Amid a fast-growing GP-led secondaries market, the Securities and Exchange Commission case that came out in September 2018 only confirmed that information asymmetry and potential conflicts of interest in GP-led deals need to be addressed promptly.

The sanction related to stakes in the New York firm’s Fund III, which was raised in 1999 and VSS was looking to dissolve in late 2014. The fund had two remaining portfolio companies at the time VSS offered a deal to LPs: a cash distribution-in-kind payout at a price based on 100 percent of the fund’s December 2014 net asset value. The SEC says the NAV of the fund at the time was $33.9 million, and VSS used this as the basis for the offer to LPs.

However, at the beginning of May 2015, before the deal went through, VSS failed to inform limited partners that it had received information indicating the NAV of the fund had “increased significantly” on the amount previously stated, to the tune of approximately $1.74 million, the SEC said.

The regulator said the “omission of this information regarding the potential increase in the value of Fund III’s portfolio companies resulted in certain statements in VSS’s May letter being misleading. In addition, after the offer was made, VSS did not provide the remaining Fund III limited partners with the first quarter 2015 financial information, which, according to VSS’s calculations, still showed an increase in Fund III’s NAV.”

The SEC said that the offer letter made it appear the limited partners would receive the full value for their interests.

VSS and one of its managing partners, Jeffrey Stevenson, settled for $200,000 with the SEC.

The essence of the case wasn’t a complete surprise. The SEC has focused on potential conflicts of interest in the private fund management world for years and had already expressed concerns – coincidentally starting back in May 2015 – about those arising in fund restructurings.

Add to that the growth of the secondaries market and of GP-led secondaries in recent years, it didn’t come as a surprise that the SEC started paying closer attention.

“In certain of these transactions, the net benefit may be geared towards the GP rather than the LPs,” says Brian Mooney, a managing director at secondaries advisor Greenhill. “What the SEC is saying is that GPs need to be very clear and specific about how they are managing the inherent conflicts.”

In many GP-led secondaries transactions, the GP, which has a fiduciary duty to its funds’ LPs, finds itself on both sides of the table. It is representing the existing LPs, but also designing the transaction, running the process, picking the advisor and the buyer, negotiating the terms, and as in cases like VSS’s, it is also a buyer of the assets.

That position, combined with the fact it is the party that knows the most about the assets, puts it in a highly conflicted position.

Call in the advisors

In other corners of the financial world, all parties typically have advisors. But in GP-led secondaries there’s information asymmetry, often between the parties to the detriment of existing LPs.

“There is a large disparity today between resources, expertise, information and available advice,” says Mooney. “In most investment banking transactions, such as M&A and bankruptcy/restructuring, both sides of the deal have engaged their own expert financial and legal advisors. We believe this market will move that way fairly quickly as LPs seek to level the playing field and achieve better outcomes in these types of transactions.”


### EXERCISE AIM
Counting task for the data below: how many lines hold the word "marker"? Answer with the number only.

### Extracts from a graphics dataset

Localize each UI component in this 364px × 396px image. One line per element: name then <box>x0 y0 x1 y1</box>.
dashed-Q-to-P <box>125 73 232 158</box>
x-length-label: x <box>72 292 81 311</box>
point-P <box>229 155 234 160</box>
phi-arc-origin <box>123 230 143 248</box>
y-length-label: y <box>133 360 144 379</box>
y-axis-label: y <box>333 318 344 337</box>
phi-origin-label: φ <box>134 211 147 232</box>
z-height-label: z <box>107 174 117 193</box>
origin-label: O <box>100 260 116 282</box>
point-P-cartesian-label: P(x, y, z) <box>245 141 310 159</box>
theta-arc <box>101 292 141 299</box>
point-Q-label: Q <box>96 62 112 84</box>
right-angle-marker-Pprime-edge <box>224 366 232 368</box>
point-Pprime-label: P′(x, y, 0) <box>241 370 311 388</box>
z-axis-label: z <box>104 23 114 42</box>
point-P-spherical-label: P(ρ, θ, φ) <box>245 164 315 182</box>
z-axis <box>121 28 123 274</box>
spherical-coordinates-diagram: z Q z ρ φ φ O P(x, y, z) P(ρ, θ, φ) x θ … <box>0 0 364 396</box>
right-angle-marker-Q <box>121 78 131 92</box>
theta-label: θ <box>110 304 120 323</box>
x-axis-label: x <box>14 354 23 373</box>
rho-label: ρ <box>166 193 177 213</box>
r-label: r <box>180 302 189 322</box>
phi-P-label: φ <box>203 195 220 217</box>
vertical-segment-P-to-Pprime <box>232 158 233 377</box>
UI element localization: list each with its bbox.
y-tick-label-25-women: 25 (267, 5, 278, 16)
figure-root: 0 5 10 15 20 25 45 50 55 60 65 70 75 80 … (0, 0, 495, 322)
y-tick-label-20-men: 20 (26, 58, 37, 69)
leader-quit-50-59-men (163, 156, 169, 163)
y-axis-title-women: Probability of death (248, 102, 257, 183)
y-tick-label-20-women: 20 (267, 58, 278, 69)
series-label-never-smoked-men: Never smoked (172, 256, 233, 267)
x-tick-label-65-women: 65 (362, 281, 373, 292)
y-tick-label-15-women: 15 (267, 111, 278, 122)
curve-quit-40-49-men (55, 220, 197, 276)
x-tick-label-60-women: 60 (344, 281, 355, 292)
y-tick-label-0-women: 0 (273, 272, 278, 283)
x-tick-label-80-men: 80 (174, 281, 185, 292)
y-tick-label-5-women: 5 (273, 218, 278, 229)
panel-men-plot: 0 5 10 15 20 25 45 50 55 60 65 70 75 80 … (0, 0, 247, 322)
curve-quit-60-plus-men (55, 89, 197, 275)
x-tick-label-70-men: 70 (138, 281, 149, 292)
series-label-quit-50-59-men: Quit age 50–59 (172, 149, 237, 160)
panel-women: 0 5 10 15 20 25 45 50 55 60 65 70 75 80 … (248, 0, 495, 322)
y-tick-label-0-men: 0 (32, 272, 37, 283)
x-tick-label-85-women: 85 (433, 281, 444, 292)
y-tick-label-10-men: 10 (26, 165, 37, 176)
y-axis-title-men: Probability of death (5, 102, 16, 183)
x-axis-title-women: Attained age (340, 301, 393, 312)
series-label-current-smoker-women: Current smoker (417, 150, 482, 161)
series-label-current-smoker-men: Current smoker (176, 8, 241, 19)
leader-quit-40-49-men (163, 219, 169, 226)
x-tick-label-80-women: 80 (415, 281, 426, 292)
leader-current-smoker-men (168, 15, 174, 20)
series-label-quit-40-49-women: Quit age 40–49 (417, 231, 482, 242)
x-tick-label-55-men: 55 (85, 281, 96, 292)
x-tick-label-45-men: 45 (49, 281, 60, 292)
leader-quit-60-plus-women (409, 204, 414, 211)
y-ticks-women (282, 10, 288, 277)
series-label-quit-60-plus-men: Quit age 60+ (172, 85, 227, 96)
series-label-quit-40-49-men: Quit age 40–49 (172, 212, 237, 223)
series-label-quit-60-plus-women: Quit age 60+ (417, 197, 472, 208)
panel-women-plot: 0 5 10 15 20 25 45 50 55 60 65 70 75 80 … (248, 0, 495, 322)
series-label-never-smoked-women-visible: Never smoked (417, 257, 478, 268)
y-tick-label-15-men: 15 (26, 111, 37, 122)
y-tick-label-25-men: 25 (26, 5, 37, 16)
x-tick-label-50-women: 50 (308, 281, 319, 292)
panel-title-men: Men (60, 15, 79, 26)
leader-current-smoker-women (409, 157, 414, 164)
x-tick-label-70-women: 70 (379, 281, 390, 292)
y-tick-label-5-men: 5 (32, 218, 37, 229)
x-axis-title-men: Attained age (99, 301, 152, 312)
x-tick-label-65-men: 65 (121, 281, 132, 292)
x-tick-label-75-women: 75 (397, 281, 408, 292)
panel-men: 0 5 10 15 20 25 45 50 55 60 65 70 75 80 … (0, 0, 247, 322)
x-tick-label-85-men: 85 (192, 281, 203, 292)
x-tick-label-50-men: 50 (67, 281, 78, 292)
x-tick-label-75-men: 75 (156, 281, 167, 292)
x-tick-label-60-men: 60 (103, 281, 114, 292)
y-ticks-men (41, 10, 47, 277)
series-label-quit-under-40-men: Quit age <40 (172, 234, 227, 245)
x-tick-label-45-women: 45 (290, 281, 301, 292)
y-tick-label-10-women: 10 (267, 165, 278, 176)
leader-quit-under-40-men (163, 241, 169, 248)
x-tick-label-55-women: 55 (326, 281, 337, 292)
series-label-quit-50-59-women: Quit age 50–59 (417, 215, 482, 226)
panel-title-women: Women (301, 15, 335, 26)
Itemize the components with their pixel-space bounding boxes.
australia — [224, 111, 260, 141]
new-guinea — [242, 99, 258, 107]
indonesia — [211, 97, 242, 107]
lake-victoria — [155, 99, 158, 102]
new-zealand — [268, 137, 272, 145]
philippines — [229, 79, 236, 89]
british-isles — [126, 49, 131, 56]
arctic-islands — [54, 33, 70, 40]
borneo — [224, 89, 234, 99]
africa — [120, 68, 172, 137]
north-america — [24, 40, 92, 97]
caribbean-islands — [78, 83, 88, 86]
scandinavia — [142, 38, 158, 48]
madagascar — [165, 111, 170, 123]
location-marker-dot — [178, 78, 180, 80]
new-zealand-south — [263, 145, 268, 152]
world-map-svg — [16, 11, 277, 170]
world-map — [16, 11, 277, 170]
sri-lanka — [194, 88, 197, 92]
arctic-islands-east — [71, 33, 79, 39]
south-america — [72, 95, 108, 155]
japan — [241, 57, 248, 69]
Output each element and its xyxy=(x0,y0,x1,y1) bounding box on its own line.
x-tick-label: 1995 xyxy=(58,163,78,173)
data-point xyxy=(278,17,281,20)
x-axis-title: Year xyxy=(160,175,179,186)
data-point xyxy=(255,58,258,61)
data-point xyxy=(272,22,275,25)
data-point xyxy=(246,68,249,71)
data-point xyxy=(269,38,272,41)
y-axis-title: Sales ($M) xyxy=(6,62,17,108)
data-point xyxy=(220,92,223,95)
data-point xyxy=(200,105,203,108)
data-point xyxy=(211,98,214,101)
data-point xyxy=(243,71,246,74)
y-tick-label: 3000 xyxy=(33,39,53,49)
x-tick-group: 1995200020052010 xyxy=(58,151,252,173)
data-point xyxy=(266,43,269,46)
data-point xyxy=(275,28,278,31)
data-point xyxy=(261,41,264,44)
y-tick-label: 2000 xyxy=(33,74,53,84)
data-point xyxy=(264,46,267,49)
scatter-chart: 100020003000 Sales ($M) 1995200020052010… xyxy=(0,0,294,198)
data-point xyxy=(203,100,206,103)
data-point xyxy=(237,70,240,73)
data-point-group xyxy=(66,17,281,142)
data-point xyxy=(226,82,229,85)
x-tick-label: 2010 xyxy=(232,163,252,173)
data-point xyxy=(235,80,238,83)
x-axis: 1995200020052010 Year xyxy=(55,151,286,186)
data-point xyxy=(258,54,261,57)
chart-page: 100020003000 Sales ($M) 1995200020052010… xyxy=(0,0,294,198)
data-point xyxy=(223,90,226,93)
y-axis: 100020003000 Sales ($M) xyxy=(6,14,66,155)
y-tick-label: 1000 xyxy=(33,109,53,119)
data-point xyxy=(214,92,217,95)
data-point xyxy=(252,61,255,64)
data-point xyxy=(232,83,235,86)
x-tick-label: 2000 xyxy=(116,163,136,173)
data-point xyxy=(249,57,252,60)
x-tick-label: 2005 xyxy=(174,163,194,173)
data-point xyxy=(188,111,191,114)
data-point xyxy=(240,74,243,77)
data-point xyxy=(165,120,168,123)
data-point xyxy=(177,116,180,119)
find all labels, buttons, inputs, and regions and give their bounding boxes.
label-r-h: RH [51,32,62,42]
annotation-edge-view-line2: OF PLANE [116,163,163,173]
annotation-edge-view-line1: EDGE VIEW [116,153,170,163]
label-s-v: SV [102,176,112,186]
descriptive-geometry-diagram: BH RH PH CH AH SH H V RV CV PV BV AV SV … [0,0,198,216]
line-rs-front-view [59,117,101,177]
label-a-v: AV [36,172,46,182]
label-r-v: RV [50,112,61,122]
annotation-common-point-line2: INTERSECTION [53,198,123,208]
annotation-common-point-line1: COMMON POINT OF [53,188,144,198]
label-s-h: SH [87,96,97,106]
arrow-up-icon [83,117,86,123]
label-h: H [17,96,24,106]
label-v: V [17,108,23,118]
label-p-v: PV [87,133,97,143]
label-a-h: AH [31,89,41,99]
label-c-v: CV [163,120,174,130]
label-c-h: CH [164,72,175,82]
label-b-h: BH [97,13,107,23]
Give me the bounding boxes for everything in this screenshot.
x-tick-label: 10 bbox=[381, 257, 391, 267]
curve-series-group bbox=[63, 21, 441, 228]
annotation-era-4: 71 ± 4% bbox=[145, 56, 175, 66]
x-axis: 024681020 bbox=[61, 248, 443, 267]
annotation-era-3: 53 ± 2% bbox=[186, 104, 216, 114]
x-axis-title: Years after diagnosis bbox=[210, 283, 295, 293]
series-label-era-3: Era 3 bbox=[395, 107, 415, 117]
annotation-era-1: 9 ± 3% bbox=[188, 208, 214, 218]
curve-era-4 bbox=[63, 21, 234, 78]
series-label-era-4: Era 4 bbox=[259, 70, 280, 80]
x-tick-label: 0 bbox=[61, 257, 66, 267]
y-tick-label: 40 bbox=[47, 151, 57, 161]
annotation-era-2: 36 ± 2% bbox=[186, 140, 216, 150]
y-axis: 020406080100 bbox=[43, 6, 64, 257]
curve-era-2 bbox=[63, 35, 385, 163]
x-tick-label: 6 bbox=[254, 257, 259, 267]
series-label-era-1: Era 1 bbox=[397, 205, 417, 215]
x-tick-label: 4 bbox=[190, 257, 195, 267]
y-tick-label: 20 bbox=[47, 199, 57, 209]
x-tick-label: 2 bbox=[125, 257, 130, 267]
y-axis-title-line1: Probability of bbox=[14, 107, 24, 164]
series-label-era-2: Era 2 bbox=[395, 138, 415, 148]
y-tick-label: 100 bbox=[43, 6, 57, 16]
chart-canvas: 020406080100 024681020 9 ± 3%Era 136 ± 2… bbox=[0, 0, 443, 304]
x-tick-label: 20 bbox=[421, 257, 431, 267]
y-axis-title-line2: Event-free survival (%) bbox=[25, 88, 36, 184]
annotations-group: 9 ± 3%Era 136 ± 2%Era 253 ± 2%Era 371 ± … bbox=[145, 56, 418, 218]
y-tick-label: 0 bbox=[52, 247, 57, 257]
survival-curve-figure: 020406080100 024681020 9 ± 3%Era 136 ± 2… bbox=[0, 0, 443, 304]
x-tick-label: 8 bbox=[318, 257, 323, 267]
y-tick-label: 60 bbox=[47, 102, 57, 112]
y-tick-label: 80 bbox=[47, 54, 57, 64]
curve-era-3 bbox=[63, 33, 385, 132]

### RESPONSE BELOW
3